Assistant Professor of Theatre and Drama Timothy X. Troy, '85, refers to himself as "a theatrical omnivore." The opportunities, he says, to express himself in many different facets of theatre -- directing operas, musicals, and plays, as well as writing -- are what he finds personally exciting and professionally invigorating.

A 1985 Lawrence graduate, Troy rejoined the faculty in 1997 after having previously served as lecturer in the theatre department from 1989-92. In the past year, he has found a menu full of opportunities to satisfy his theatrical cravings, including a summer buffet of Mozart. He pulled off an improbable artistic coup last July, juggling opera rehearsals by day and play rehearsals by night at the McAnich Performing Arts Center in Glen Ellyn, Illinois, where he directed five performances of The Magic Flute for the DuPage Opera Theatre and two weeks later directed a 20-performance run of Amadeus for the Buffalo Theatre Ensemble. In February, he directed Romeo and Juliet for the Milwaukee Shakespeare Company, a production that reunited him with John Maclay, '94, the artistic director of the company, whom Troy had cast in his first Shakespeare production at Lawrence.

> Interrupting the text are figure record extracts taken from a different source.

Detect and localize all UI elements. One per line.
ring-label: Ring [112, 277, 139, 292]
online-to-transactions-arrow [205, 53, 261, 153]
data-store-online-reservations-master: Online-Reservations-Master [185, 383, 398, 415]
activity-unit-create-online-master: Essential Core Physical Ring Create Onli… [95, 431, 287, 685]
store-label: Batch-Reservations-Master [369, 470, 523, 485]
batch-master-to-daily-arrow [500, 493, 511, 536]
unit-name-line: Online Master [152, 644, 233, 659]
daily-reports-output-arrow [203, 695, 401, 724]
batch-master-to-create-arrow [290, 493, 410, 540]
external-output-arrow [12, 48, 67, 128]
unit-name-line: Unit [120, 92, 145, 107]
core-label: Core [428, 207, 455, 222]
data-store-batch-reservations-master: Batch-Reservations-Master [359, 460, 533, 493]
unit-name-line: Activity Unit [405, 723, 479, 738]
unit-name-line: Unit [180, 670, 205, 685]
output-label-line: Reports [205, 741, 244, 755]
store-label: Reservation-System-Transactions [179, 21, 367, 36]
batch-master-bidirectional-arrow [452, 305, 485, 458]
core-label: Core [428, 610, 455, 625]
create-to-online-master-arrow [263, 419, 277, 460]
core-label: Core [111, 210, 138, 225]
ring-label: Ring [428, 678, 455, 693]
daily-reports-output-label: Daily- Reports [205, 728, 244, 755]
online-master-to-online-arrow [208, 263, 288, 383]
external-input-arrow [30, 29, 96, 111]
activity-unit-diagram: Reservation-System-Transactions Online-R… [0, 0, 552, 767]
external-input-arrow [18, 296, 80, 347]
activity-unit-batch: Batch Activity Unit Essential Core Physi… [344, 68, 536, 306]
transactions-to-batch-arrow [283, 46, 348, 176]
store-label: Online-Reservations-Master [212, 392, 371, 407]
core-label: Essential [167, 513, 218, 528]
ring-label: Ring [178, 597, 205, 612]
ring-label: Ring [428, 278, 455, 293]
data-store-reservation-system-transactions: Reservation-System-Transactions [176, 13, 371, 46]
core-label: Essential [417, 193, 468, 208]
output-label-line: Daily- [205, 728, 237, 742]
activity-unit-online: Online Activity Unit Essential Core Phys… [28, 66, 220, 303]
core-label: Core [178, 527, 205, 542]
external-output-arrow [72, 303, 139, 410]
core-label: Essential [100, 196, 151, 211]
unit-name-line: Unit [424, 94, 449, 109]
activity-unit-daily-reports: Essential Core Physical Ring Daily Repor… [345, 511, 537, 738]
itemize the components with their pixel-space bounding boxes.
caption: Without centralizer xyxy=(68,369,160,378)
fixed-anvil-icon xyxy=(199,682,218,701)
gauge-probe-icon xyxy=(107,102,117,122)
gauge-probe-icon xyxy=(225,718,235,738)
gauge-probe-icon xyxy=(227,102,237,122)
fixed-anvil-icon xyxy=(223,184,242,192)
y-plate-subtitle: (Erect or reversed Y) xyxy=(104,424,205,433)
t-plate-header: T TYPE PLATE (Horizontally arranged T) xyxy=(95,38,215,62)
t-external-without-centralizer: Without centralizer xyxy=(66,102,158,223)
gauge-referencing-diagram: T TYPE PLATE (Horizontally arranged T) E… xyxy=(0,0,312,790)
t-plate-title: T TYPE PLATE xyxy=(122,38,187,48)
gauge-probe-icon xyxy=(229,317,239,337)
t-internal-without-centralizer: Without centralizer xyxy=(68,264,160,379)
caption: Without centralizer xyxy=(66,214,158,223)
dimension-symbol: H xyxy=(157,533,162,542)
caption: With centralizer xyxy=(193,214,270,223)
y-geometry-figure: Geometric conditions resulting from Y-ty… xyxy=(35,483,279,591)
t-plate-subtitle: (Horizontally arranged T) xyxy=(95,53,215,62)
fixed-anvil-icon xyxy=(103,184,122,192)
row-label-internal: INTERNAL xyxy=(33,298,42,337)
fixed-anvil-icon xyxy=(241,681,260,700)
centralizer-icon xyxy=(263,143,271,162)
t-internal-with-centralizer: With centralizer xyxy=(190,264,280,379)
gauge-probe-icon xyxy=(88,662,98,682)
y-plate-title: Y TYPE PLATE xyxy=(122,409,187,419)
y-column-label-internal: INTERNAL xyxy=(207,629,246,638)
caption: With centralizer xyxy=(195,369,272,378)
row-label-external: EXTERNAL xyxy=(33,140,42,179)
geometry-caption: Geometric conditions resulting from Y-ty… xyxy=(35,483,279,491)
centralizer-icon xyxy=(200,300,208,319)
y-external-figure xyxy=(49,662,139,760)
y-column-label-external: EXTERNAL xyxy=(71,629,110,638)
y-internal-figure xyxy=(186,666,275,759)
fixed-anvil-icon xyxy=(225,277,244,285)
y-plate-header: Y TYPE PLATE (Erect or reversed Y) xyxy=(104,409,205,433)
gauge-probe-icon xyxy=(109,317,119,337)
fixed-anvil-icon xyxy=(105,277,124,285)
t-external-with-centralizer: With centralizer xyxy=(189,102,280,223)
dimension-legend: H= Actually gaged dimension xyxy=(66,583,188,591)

On campus, he remounted a production of The Woolgatherer in Cloak Theatre, a play he first directed for the Boulevard Theatre in Milwaukee the previous year. He also directed Term I and Term III department productions of Tolstoy's Anna Karenina and Molière's The Learned Ladies, respectively.

This past spring, he returned to one of his favorite, albeit unconventional, directing venues -- the nearby Outagamie County Museum -- for the "Plays on History" series, a community outreach project designed to bring several of the museum's permanent exhibits to life. The production, staged literally among the exhibit's artifacts, features a Lawrence theatrical trifecta of talent, combining Troy's direction of Lawrence students in short, one-act plays written by Fred Gaines, professor emeritus of theatre and drama.

Troy, who serves as community education artist-in-residence for the Milwaukee Repertory Theatre, complemented his year-long whirlwind directorial schedule by writing the libretto for Samuel Barber's Excursions, Opus 20, a work premiered by the Wild Space Dance Company in a January concert in Stansbury Theatre. He also finished writing his latest play, Nobility Hill, a fictionalized drama set in Massachusetts during World War II that recounts real stories told by his father.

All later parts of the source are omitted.